12. Inventory Reporting
- Create monthly reports for SBOMs, vulnerabilities, changelogs, and baseline drift
13. Vulnerability Management
- Remediate high/critical CVEs within FDA-aligned SLAs.
- Use hardened images that remediate vulnerabilities pre-pulling.
14. Automated Remediation
- Integrate tools for auto-patching, automated rebuilds, and SBOM updates
15. Compliance Evidence & Documentation
Maintain:
- Hardening documentation
- FIPS module validation
- Supply-chain logs
- Image lineage records
- Monthly vulnerability scan reports
- CI/CD policy-as-code configurations
- Incident response reports
FAQs
Which container security tools are best suited for FedRAMP compliance?
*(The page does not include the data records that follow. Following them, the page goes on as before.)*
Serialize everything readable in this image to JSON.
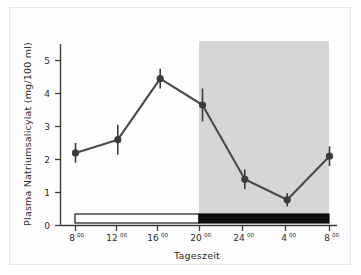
{
  "figure": {
    "background_color": "#ffffff",
    "frame_color": "#e7e7e7",
    "line_color": "#4a4a4a",
    "marker_color": "#3b3b3b",
    "night_band_color": "#d4d4d4",
    "daybar_fill": "#ffffff",
    "nightbar_fill": "#0d0d0d"
  },
  "chart_data": {
    "type": "line",
    "title": "",
    "subtitle": "",
    "xlabel": "Tageszeit",
    "ylabel": "Plasma Natriumsalicylat (mg/100 ml)",
    "x_tick_labels": [
      "8",
      "12",
      "16",
      "20",
      "24",
      "4",
      "8"
    ],
    "x_tick_superscript": "00",
    "x_tick_labels_full": [
      "8⁰⁰",
      "12⁰⁰",
      "16⁰⁰",
      "20⁰⁰",
      "24⁰⁰",
      "4⁰⁰",
      "8⁰⁰"
    ],
    "y_tick_labels": [
      "0",
      "1",
      "2",
      "3",
      "4",
      "5"
    ],
    "y_ticks": [
      0,
      1,
      2,
      3,
      4,
      5
    ],
    "ylim": [
      0,
      5.5
    ],
    "xlim": [
      0,
      6
    ],
    "grid": false,
    "legend": null,
    "categories": [
      "8:00",
      "12:00",
      "16:00",
      "20:00",
      "24:00",
      "4:00",
      "8:00"
    ],
    "values": [
      2.2,
      2.6,
      4.45,
      3.65,
      1.4,
      0.78,
      2.1
    ],
    "errors": [
      0.3,
      0.45,
      0.3,
      0.5,
      0.3,
      0.2,
      0.3
    ],
    "series": [
      {
        "name": "Plasma Natriumsalicylat",
        "values": [
          2.2,
          2.6,
          4.45,
          3.65,
          1.4,
          0.78,
          2.1
        ],
        "errors": [
          0.3,
          0.45,
          0.3,
          0.5,
          0.3,
          0.2,
          0.3
        ]
      }
    ],
    "annotations": [
      {
        "name": "day-phase-bar",
        "label": "day",
        "x_start": "8:00",
        "x_end": "20:00",
        "style": "white bar with black outline"
      },
      {
        "name": "night-phase-bar",
        "label": "night",
        "x_start": "20:00",
        "x_end": "8:00",
        "style": "solid black bar"
      },
      {
        "name": "night-shaded-region",
        "label": "dark phase",
        "x_start": "20:00",
        "x_end": "8:00",
        "style": "gray shaded background"
      }
    ]
  }
}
Tools that scan container images or provide hardened images, generate SBOMs, integrate with CI/CD pipelines, enforce deployment policies, and support registry monitoring. Tools like echo offer FIPS encryption, tools for signed provenance, CVE‐reporting dashboards, asset inventory, and audit-report exports.
How does automated remediation support FedRAMP goals?
Automated remediation accelerates the patching of vulnerabilities. This reduces exposure and ensures that only compliant images are deployed. Images like echo, which are automatically patched and hardened for you, are a great way to enable developers to start with a clean foundation.
Can open source tools meet FedRAMP requirements?
It’s possible, if they are properly configured, integrated into automated pipelines, produce requisite outputs (e.g., SBOMs, signed images, monthly reports), and enable retaining audit evidence. However, the burden of proof and documentation is higher, and providers must work harder to validate baselines (hardening), ensure provenance, and scan SLAs, etc. This is an ongoing maintenance process, since OSS images are inherently vulnerable, which can put compliance at risk.